DBMar 16

A New Lower Bounding Paradigm and Tighter Lower Bounds for Elastic Similarity Measures

arXiv:2603.1489924.2h-index: 3
AI Analysis

This work addresses a bottleneck in time series analysis for researchers and practitioners by providing tighter lower bounds that enhance efficiency in similarity search and clustering tasks.

The paper tackles the computational expense of elastic similarity measures in time series similarity search by proposing a new bipartite graph edge-cover paradigm for deriving lower bounds, resulting in speedups of 24.6% to 84.9% in nearest neighbor search and improved performance in clustering applications.

Elastic similarity measures are fundamental to time series similarity search because of their ability to handle temporal misalignments. These measures are inherently computationally expensive, therefore necessitating the use of lower bounds to prune unnecessary comparisons. This paper proposes a new \emph{Bipartite Graph Edge-Cover Paradigm} for deriving lower bounds, which applies to a broad class of elastic similarity measures. This paradigm formulates lower bounding as a vertex-weighting problem on a weighted bipartite graph induced from the input time series. Under this paradigm, most of the existing lower bounds of elastic similarity measures can be viewed as simple instantiations. We further propose \textit{BGLB}, an instantiation of the proposed paradigm that incorporates an additional augmentation term, yielding lower bounds that are provably tighter. Theoretical analysis and extensive experiments on 128 real-world datasets demonstrate that \textit{BGLB} achieves the tightest known lower bounds for six elastic measures (ERP, MSM, TWED, LCSS, EDR, and SWALE). Moreover, \textit{BGLB} remains highly competitive for \textit{DTW} with a favorable trade-off between tightness and computational efficiency. In nearest neighbor search, integrating \textit{BGLB} into filter pipelines consistently outperforms state-of-the-art methods, achieving speedups ranging from $24.6\%$ to $84.9\%$ across various elastic similarity measures. Besides, \textit{BGLB} also delivers a significant acceleration in density-based clustering applications, validating the practical potential of \textit{BGLB} in time series similarity search tasks based on elastic similarity measures.

Foundations

The foundational work for this paper's niche, ranked by how specifically the neighbourhood builds on it — not by global fame.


Exercise directions:
Find each line below where the word "National" occurs, and copy it.

Input data:
- - -

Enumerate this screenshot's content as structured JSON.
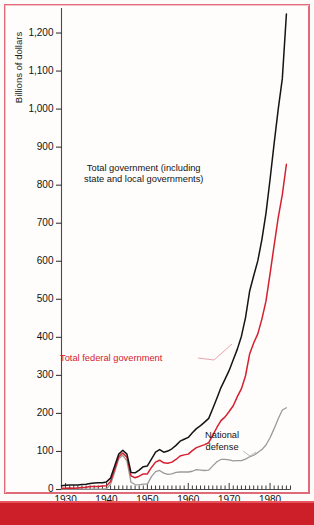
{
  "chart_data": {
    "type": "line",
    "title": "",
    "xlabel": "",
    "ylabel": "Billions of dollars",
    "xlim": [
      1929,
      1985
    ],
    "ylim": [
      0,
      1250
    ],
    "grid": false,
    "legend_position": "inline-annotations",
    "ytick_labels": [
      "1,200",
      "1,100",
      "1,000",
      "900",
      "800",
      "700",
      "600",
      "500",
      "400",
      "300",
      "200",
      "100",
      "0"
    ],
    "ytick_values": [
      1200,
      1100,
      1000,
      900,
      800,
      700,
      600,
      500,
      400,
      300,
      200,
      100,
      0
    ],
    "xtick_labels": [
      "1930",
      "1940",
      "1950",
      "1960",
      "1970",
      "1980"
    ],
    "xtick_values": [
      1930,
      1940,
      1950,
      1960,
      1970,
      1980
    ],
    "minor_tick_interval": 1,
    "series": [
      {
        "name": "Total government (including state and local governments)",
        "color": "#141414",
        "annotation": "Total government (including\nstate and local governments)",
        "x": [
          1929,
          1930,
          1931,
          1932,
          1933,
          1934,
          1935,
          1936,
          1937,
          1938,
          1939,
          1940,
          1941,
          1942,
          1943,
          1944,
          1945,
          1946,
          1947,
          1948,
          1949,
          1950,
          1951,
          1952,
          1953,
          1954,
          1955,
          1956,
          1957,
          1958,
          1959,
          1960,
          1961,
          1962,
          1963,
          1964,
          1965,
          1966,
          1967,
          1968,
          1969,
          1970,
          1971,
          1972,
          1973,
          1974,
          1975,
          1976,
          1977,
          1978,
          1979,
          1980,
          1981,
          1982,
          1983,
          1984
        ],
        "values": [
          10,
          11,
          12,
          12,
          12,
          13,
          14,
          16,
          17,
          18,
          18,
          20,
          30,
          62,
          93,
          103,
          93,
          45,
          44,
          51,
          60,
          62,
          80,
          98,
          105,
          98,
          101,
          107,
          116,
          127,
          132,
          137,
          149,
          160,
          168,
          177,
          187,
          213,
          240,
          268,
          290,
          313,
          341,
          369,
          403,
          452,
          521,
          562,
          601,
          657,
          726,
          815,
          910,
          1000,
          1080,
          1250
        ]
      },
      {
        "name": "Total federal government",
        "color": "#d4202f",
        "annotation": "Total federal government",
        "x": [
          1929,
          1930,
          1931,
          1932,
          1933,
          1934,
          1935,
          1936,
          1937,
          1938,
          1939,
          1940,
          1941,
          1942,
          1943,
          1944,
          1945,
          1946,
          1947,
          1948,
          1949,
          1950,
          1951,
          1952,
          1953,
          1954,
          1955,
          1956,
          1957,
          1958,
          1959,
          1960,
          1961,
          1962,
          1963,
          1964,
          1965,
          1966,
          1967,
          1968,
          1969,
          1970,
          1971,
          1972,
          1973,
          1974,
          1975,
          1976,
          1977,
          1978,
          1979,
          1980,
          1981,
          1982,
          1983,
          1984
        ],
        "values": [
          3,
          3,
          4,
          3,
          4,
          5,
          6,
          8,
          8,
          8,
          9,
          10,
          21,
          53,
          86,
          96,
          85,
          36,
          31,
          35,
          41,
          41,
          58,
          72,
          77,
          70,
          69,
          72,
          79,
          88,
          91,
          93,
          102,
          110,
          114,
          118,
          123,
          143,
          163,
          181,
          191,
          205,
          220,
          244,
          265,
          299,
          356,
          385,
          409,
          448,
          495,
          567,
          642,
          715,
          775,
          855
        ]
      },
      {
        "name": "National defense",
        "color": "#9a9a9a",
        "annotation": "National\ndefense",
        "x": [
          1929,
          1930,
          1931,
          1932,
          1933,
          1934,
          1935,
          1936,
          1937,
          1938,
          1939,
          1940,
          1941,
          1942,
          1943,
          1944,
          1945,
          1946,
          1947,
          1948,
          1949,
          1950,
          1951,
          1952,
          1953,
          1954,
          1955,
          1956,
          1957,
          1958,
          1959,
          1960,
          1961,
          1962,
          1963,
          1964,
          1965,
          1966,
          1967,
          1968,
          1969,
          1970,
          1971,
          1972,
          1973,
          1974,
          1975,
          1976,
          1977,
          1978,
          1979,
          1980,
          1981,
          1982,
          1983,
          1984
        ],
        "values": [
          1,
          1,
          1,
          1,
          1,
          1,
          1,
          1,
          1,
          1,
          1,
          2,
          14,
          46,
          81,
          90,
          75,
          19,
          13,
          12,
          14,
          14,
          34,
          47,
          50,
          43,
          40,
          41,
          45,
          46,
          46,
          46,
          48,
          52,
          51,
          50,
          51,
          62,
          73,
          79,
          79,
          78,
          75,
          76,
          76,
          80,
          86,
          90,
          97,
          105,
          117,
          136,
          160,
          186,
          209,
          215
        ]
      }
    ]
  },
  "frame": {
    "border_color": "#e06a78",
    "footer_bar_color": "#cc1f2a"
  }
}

- - -

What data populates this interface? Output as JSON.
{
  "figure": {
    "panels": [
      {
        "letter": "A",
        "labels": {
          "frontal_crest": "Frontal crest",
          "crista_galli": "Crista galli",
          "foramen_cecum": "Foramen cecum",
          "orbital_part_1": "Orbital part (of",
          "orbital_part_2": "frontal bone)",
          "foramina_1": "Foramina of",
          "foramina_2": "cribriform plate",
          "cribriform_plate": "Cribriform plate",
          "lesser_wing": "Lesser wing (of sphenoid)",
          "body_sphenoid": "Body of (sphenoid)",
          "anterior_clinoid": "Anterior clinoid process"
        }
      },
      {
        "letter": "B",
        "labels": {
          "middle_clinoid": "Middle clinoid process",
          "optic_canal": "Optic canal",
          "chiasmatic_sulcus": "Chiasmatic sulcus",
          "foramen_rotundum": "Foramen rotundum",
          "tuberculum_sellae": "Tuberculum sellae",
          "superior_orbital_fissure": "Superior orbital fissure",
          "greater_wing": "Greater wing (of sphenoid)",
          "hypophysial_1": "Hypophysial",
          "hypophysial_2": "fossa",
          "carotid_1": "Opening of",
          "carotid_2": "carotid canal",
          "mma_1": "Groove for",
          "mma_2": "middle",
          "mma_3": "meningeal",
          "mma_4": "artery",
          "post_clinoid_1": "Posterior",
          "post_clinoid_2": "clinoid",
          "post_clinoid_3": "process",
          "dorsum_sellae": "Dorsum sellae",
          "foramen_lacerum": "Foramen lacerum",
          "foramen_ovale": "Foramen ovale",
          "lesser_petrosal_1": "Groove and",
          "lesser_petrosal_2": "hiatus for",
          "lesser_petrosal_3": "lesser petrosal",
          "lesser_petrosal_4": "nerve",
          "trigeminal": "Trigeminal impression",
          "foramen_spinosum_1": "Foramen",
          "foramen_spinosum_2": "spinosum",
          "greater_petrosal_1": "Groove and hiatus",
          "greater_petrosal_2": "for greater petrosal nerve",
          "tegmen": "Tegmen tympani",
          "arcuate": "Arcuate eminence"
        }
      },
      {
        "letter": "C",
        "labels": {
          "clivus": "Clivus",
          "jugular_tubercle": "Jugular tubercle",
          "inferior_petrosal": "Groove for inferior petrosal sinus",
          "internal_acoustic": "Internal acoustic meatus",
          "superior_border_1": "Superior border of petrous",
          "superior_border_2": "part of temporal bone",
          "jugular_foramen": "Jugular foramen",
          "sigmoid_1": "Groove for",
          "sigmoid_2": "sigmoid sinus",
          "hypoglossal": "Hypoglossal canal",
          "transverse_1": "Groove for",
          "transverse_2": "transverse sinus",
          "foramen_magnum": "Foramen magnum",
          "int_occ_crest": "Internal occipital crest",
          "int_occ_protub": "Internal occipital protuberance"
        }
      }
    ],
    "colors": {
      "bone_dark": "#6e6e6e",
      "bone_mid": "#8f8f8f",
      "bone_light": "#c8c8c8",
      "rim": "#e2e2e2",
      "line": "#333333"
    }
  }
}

- - -

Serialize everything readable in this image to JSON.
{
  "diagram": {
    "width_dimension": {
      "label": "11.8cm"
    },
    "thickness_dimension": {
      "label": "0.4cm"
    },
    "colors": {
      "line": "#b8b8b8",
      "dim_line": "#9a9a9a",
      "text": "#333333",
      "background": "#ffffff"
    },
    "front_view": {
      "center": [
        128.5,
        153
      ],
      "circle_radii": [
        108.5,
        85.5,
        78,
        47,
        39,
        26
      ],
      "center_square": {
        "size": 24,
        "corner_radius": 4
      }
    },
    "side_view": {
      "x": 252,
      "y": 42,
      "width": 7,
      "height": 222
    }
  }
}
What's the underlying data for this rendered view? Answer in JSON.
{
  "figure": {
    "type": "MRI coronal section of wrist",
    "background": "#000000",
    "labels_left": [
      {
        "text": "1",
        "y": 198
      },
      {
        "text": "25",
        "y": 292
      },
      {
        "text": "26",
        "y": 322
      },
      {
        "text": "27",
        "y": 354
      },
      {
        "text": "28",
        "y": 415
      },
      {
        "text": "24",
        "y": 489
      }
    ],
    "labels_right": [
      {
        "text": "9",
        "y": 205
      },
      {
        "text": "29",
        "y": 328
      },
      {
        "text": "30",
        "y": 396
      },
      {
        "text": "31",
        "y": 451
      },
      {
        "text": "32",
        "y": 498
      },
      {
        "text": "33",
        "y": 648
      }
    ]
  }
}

- - -

Answer to the exercise:
        "name": "National defense",
        "annotation": "National\ndefense",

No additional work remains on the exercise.